Thursday, April 12, 2007

A week in early spring

It's been one of those weeks. The weather here in the upper Midwest is a ready-made metaphor: it is mid-April, just after Easter, we should be having tulips and bunnies and crocuses and sunny days in the upper 50s.

Instead, we've had snow. Cold. Dreary gray skies with the occasional peek of sunlight which should in no way be taken to be a sign of warm air. Still, it is still spring. The leaf buds on the lilac are getting fuller. The box elder on campus are starting to show tiny green leaves. Robins gather in bare branched trees and sing. I am reminded that for much of the natural world, spring is not all that great. Resources are still slim while demands are higher as everyone tries to procreate at the same time. Many animals die in the spring, many barely get the chance to live. We want it to be only about new life and rebirth, to put the darkness of winter behind us, but spring can have a darkness of its own.

This week began with learning that removing half of Grandma's left lung did not entirely remove cancer from her body, and she will most likely be undergoing chemotherapy. We don't know much more yet; we hope that the news is not really as bad as it sounds.

This morning we learned that a friend of a friend – someone we know tangentially, true, but we know his wife, we know their friends – the husband died last night. He'd been sick for a while, and worse in the last few weeks, but still. He and his wife have darling twins, a boy and a girl, just about the same age as Cora.

And, in between these more winter-like events, Kurt Vonnegut died, too. Someone I knew not at all, except through his books. Well, his older books. I've fallen out of touch with Vonnegut in the last eighteen years or so, but he was one of the first authors (who didn't write for children) that I worked my way through. In high school I read everything by him that our local library branch had. So I've always had a fondness for him.

In the NYT obituary for Kurt Vonnegut, I found this quote:

To Mr. Vonnegut, the only possible redemption for the madness and apparent meaninglessness of existence was human kindness. The title character in his 1965 novel, “God Bless You, Mr. Rosewater,” summed up his philosophy:

“Hello, babies. Welcome to Earth. It’s hot in the summer and cold in the winter. It’s round and wet and crowded. At the outside, babies, you’ve got about a hundred years here. There’s only one rule that I know of, babies — ‘God damn it, you’ve got to be kind.’ ”

I remember reading this novel, though I didn't remember that quote. But it seems like an appropriate one to be reminded of this week, when so many things are feeling so fragile. This seems like a very spring-like thought to have. A bright-sunshine-cutting-through-cold-air thought. And today we do have sunshine, and the mercury is creeping up to forty degrees.

Cora is napping, but will wake soon, and when I go upstairs and she sees me round the corner of the hallway, she will sit up and clap her hands. When I bring her downstairs and we sit on the rug with her toys she will crawl over to Mr Froggy or to CourderoyBear or to FireDog and, as she does these days, pick up the animal, hold it to her shoulder, and pat its back while saying what sounds like “tickle tickle tickle.”

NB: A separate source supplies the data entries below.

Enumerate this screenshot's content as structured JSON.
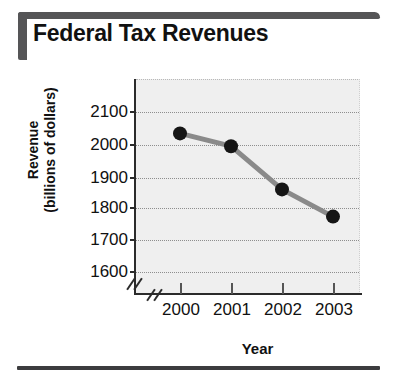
{
  "figure": {
    "title": "Federal Tax Revenues"
  },
  "chart_data": {
    "type": "line",
    "title": "Federal Tax Revenues",
    "xlabel": "Year",
    "ylabel": "Revenue (billions of dollars)",
    "ylabel_line1": "Revenue",
    "ylabel_line2": "(billions of dollars)",
    "categories": [
      "2000",
      "2001",
      "2002",
      "2003"
    ],
    "values": [
      2030,
      1990,
      1855,
      1770
    ],
    "series": [
      {
        "name": "Federal Tax Revenues",
        "values": [
          2030,
          1990,
          1855,
          1770
        ]
      }
    ],
    "ylim": [
      1550,
      2140
    ],
    "yticks": [
      2100,
      2000,
      1900,
      1800,
      1700,
      1600
    ],
    "ytick_labels": [
      "2100",
      "2000",
      "1900",
      "1800",
      "1700",
      "1600"
    ],
    "xtick_labels": [
      "2000",
      "2001",
      "2002",
      "2003"
    ],
    "grid": true,
    "grid_style": "dotted-horizontal",
    "legend": "none",
    "axis_break_x": true,
    "axis_break_y": true,
    "marker": "filled-circle",
    "line_color": "#8a8a8a",
    "marker_color": "#151515",
    "plot_background": "#efefef"
  }
}
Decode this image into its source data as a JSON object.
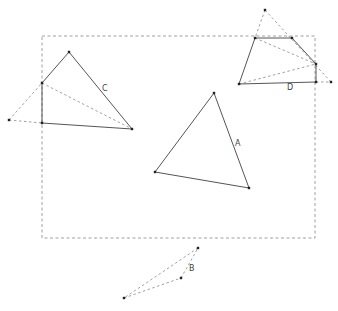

It is spring, whether it feels like it or not. And in honor of spring, all the people I love, time being short, and the one rule, I have not given my students homework this weekend.

1 comment:

Anonymous said...

I know where you're coming from. I keep hearing news of divorce, illness, and now death. It doesn't feel much like a spring renewal, and this week's snow was like adding insult to injury somehow.

Still, yesterday's storm seemed appropriate in a way, given what I knew was happening across the country.